Mr. Moallem made his remarks as the Syrian government continued to pound neighborhoods in Aleppo. In recent days, as opposition fighters have moved to gain control of Aleppo’s neighborhoods, the government has sent armored columns, troops and helicopters to meet them — preparing, residents fear, to move into the city.
On Sunday, activists reported more clashes, including in the Salaheddiin district, but said there had been no mass assault by the army, many of whose troops remained stationed on the city’s outskirts, witnesses said.
Instead, activists said they had noted a change in tactics, saying that the government was using helicopters and artillery to attack several neighborhoods, rather than the tanks that had been deployed in an assault on Salaheddiin and other areas on Saturday.
Rebel commanders said they had destroyed several tanks. A Reuters reporter in Aleppo on Sunday reported seeing at least one heavily damaged tank and another one that appeared to have been captured intact.
Witnesses reported seeing entire neighborhoods emptied of residents, shops that had been closed and hospitals that had no doctors. Video posted on the Internet claimed to show a factory fire in Aleppo, a city that has been Syria’s commercial capital. Residents were seen cheering in another video as what was said to be a captured tank paraded through the streets. More than a dozen people were killed in the fighting, according to antigovernment groups.

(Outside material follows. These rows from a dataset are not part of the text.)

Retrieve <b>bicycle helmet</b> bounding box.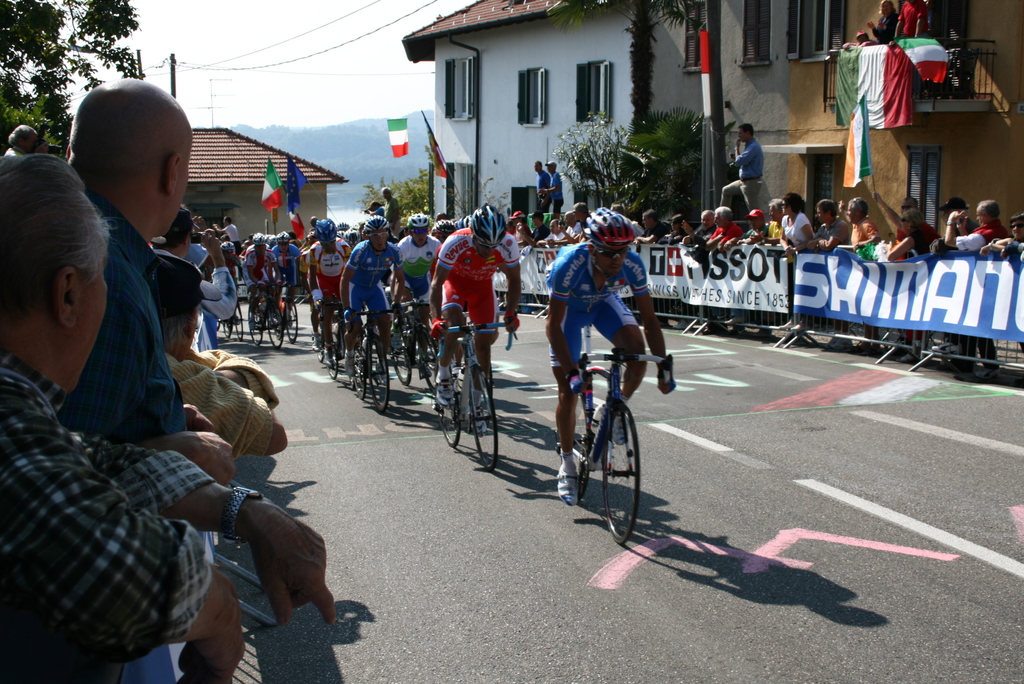
Bounding box: [410,216,428,224].
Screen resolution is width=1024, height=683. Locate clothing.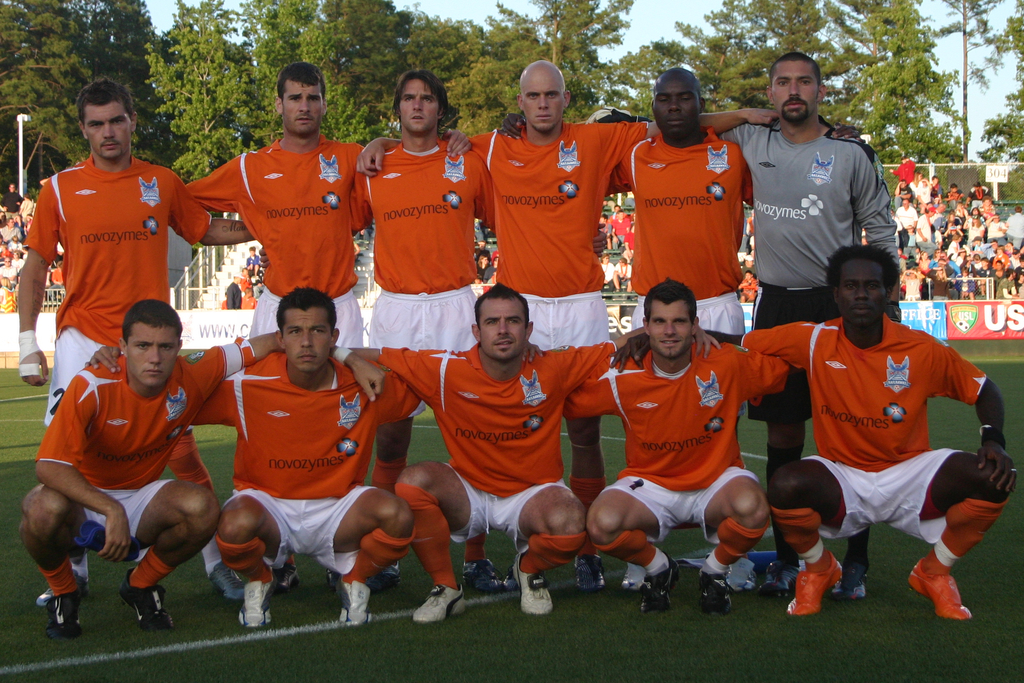
left=742, top=315, right=988, bottom=474.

Agence France-Presse reported that Pierre Torres, a freelance journalist who had done work for the news agency, was wounded in the fighting and evacuated to Turkey on Sunday.
Mr. Moallem’s visit to Iran, one of Syria’s few remaining allies, underscored the pressure on his government as it fights a growing armed insurgency on several fronts. Emboldened by a bombing in Damascus this month that killed four senior government officials, rebel fighters have tried to gain ground in Syria’s largest cities — Damascus, the capital, and Aleppo — testing the strength and reach of President Bashar al-Assad’s army.

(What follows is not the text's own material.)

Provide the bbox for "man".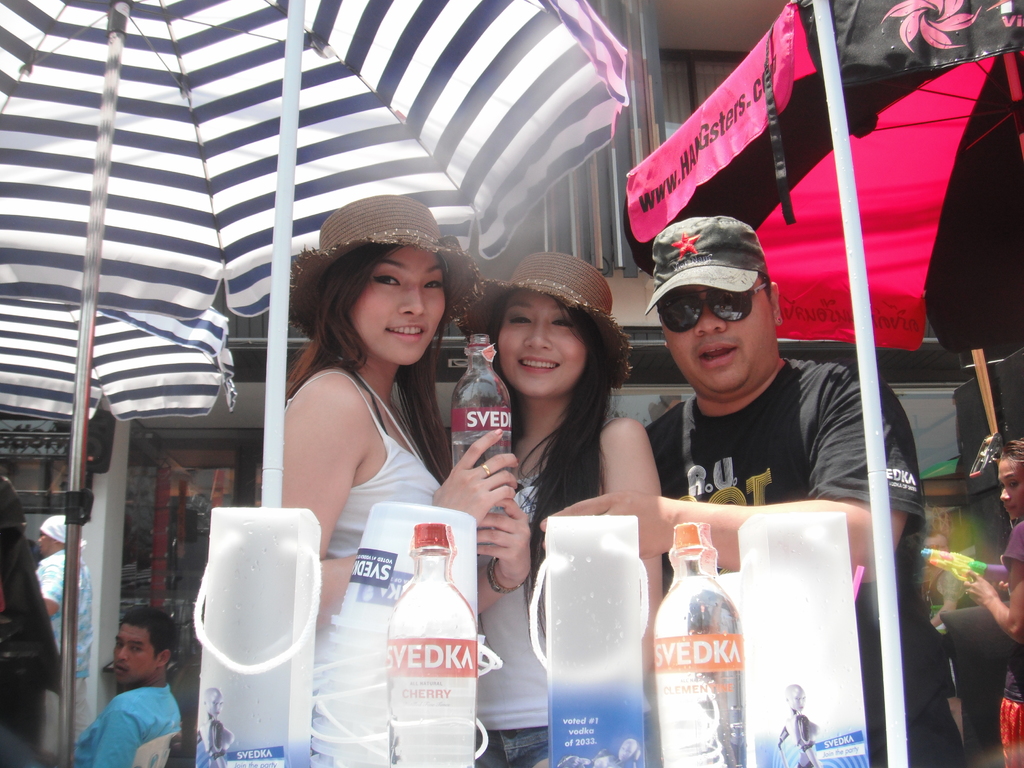
bbox=[541, 215, 970, 767].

The conflict in Syria has increasingly drawn in foreign powers.
As Syria’s international isolation has grown, Western nations have accused Iran of continuing to provide Mr. Assad’s government with weapons and other support. Russia, which has said it has suspended weapons sales to Syria, remains Mr. Assad’s staunchest defender, blocking international efforts to remove him from power.
On the other side, Saudi Arabia and Qatar have led an effort to arm Mr. Assad’s opponents. Turkey is said to have allowed weapons to move over its border, and United States intelligence officials have helped select the recipients, according to American officials.
Mr. Moallem played down the domestic opposition to his government, saying that despite the “plot” by those countries — led, he said, by Israel — Syria did not need foreign help to defend itself.
At the same time, the leader of an opposition group suggested Sunday that the rebels would need heavier weapons.
“The rebels are fighting with primitive weapons,” said the leader, Abdelbasset Sida of the Syrian National Council, according to Reuters. “We want weapons that we can stop tanks and planes with.”
Hwaida Saad and Dalal Mawad contributed reporting from Beirut, and an employee of The New York Times from Aleppo, Syria.